Joshi’s journey to Israel had begun with promise. A native of western Nepal, he arrived in Israel in mid-September 2023 as part of an agricultural training program at Kibbutz Alumim, located near the Gaza border. Along with 16 other Nepalese students, he sought to learn advanced farming techniques and gain practical experience — unaware of how perilously close the kibbutz stood to one of the world’s most volatile frontiers.

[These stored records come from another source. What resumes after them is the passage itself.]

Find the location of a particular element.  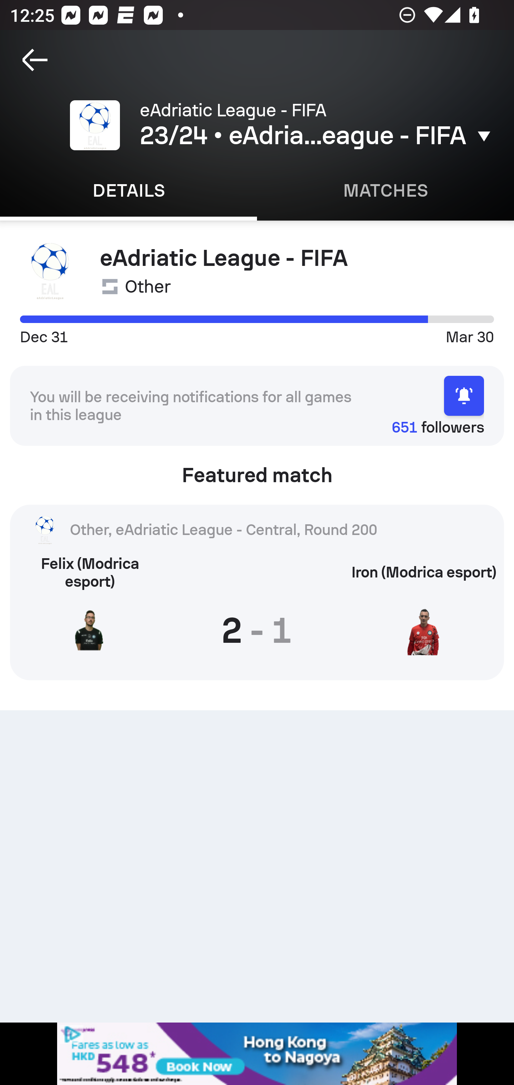

wi46309w_320x50 is located at coordinates (257, 1053).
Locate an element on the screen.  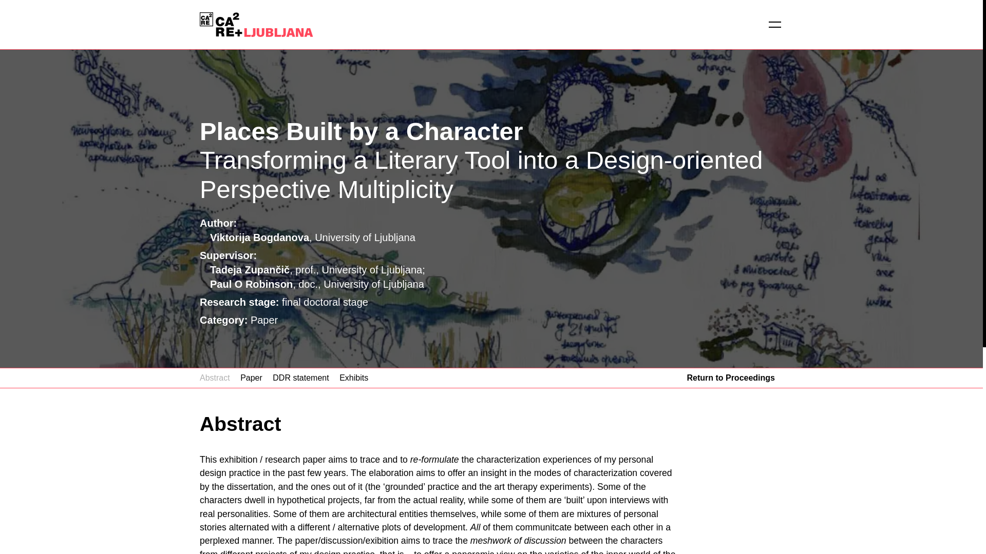
DDR statement is located at coordinates (300, 378).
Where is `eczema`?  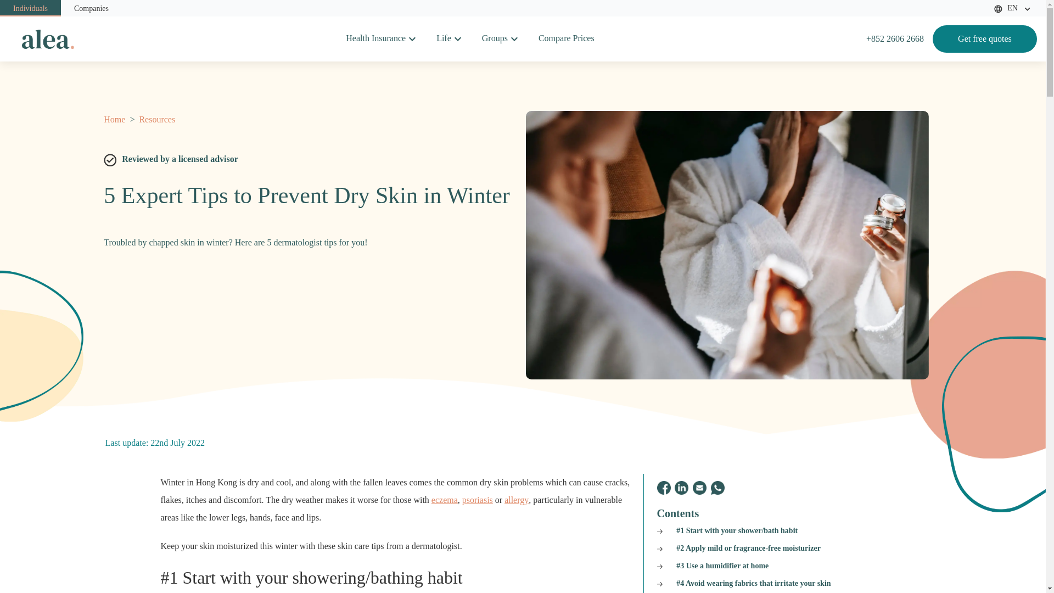 eczema is located at coordinates (444, 500).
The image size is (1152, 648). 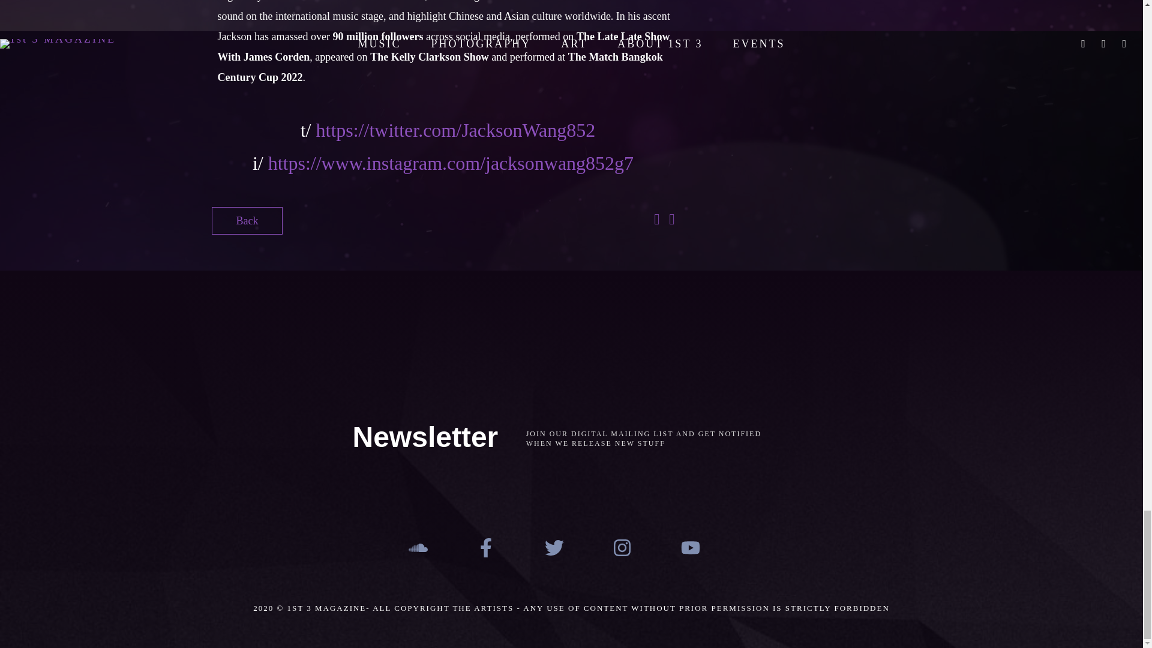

That dream turned to terror on the morning of October 7, when Hamas gunmen stormed Kibbutz Alumim in one of the deadliest attacks in Israel’s history. Ten Nepalese students were killed in the assault. Photographs later showed the group, including Joshi, sheltering alongside Thai workers moments before the attackers broke in.

According to survivor Himanchal Kattel, Joshi displayed extraordinary courage. “The militants threw a grenade inside, but Bipin caught it and hurled it away before it exploded,” Kattel recalled — an act that likely saved his life.

Joshi, wounded in the attack, was captured and taken into Gaza along with two Thai nationals. Surveillance footage from the kibbutz showed him being led away by armed militants — the last known sighting of him alive. At the site where he was taken, residents of Alumim later planted a Nepalese flag in his memory.

Back home in Nepal, his family refused to give up hope. His 17-year-old sister Pushpa Joshi routinely undertook an eight-hour journey to Kathmandu to meet officials and appeal for diplomatic help. In August, the family travelled to Israel, meeting President Isaac Herzog and joining vigils at Hostage Square in Tel Aviv, where they held Bipin’s photograph alongside portraits of Israeli captives.

Their hopes briefly flickered back to life when a video surfaced in November 2023, showing Joshi alive in captivity. But after that, no further evidence emerged.

On Monday, as Hamas released 20 hostages under a new ceasefire deal intended to free all surviving captives, Israeli officials confirmed Joshi’s death and said his remains had been recovered. Before that confirmation, he had been the only non-Israeli hostage believed to be alive in Gaza.

In his home village, a small shrine now bears his photograph beside the flag of Nepal — a quiet symbol of bravery, sacrifice, and a promise unfulfilled.

The conflict that began with the October 7 Hamas assault — which killed around 1,200 people in Israel and saw 251 others kidnapped — has since exacted a devastating toll. According to Gaza’s Health Ministry, more than 67,000 Palestinians have been killed since the war began, the Associated Press reported.